Why This Case Frustrated Me

As a CDFA®, my role was to present the financial reality:

  • The husband had more than enough income to meet his needs and did not require support.

  • His IRA distributions, the pension, and Social Security created significant cash flow, yet they were ignored in support calculations.

  • My client, a woman with the majority of retirement assets, was effectively penalized for having liquidity and a younger age.

  • Despite repeated efforts, the attorneys, conciliator, and the judge to step back from rigid legal categorizations and consider his actual income potential income. 

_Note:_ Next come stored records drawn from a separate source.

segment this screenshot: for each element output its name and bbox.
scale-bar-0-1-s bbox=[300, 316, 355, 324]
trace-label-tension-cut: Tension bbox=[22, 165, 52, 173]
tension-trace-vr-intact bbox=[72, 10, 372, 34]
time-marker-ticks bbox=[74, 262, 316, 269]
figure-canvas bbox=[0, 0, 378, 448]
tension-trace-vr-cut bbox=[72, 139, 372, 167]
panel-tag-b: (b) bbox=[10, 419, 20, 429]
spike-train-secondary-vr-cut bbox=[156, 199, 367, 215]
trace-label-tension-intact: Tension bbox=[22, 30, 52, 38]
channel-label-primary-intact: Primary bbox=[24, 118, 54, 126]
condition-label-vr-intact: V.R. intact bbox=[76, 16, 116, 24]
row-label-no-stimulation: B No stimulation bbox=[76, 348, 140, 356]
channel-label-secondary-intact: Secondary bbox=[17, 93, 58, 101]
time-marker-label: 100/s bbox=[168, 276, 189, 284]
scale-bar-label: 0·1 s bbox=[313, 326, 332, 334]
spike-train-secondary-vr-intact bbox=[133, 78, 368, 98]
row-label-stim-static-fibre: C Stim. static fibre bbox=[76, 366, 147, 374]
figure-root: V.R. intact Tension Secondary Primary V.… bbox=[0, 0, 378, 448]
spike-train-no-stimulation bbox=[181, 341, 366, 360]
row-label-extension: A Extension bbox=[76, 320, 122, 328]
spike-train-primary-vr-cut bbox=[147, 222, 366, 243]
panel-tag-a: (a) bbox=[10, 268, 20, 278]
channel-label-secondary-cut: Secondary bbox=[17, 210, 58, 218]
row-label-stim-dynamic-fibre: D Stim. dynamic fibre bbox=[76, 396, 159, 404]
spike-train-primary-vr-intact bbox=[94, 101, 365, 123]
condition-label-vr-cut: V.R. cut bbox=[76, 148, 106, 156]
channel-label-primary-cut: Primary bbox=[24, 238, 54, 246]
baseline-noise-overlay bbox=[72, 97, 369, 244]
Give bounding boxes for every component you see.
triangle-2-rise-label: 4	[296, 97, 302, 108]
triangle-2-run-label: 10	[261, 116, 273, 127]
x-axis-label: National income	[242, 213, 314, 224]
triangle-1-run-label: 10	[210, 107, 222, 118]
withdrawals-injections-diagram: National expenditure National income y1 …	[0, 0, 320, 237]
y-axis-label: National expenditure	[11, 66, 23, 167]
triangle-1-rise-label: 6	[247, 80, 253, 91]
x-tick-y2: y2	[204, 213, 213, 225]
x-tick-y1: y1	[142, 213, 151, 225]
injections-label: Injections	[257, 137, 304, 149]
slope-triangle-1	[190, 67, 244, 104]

I am confident that if the genders were reversed, the court would not have required a husband to pay support to an older wife in her 80’s when he turned 67.  This was a case where financial logic was sidelined, despite clear CDFA® analysis.

Statutory Support: Retirement Distributions as Income

Retirement accounts exist because of income earned during employment that has been deferred, not because money “magically appears.” Massachusetts law recognizes that these accounts produce enforceable income.

Under M.G.L. c. 208 §36A, when a spouse is under a court order to pay alimony or child support, the court may use a trustee process to collect support directly from the obligor’s disposable earnings, which include:

  • Wages, salary, or bonuses

  • Periodic payments from pensions or retirement programs

This applies not only to current earnings but also to future earnings, including ongoing distributions and required minimum distributions (RMDs). In my client’s case, the husband’s current and future IRA distributions clearly fell within this statutory definition, yet were ignored in support calculations. This illustrates both the statutory recognition of retirement income as enforceable support and the critical role of CDFA professionals in ensuring all disposable earnings are properly accounted for.

Lessons for CDFA Professionals

This case underscores several lessons for us as financial professionals:

  1. Retirement accounts are dual-role assets: They are both marital property and future income streams. Modeling only one aspect can produce inequitable results.

  2. Project distributions and pensions carefully: IRA withdrawals, RMDs, pensions, and Social Security all affect cash flow and support obligations.

  3. Advocate for financial reality: Courts and attorneys may focus on legal definitions, but CDFAs can bridge the gap with clear, defensible modeling.

  4. Recognize systemic biases: Gender, age differences, and perceptions of “need” can influence outcomes. Our analysis must be robust enough to withstand these biases and clearly demonstrate inequities.

  5. Common sense matters: Sometimes the best advocacy is helping the court take a step back and look at the actual numbers, not just the legal framework.

Takeaway

For CDFA professionals, this case is a reminder that our role extends beyond spreadsheets and formulas. We are the financial interpreters.  We translate numbers into a story that reflects fairness, reality, and long-term security.

Retirement accounts are more than assets, they are deferred income earned during the marriage.   Ignoring either the asset or income side of the equation can compromise equitable outcomes.  If we don’t model both sides, the client may pay the price.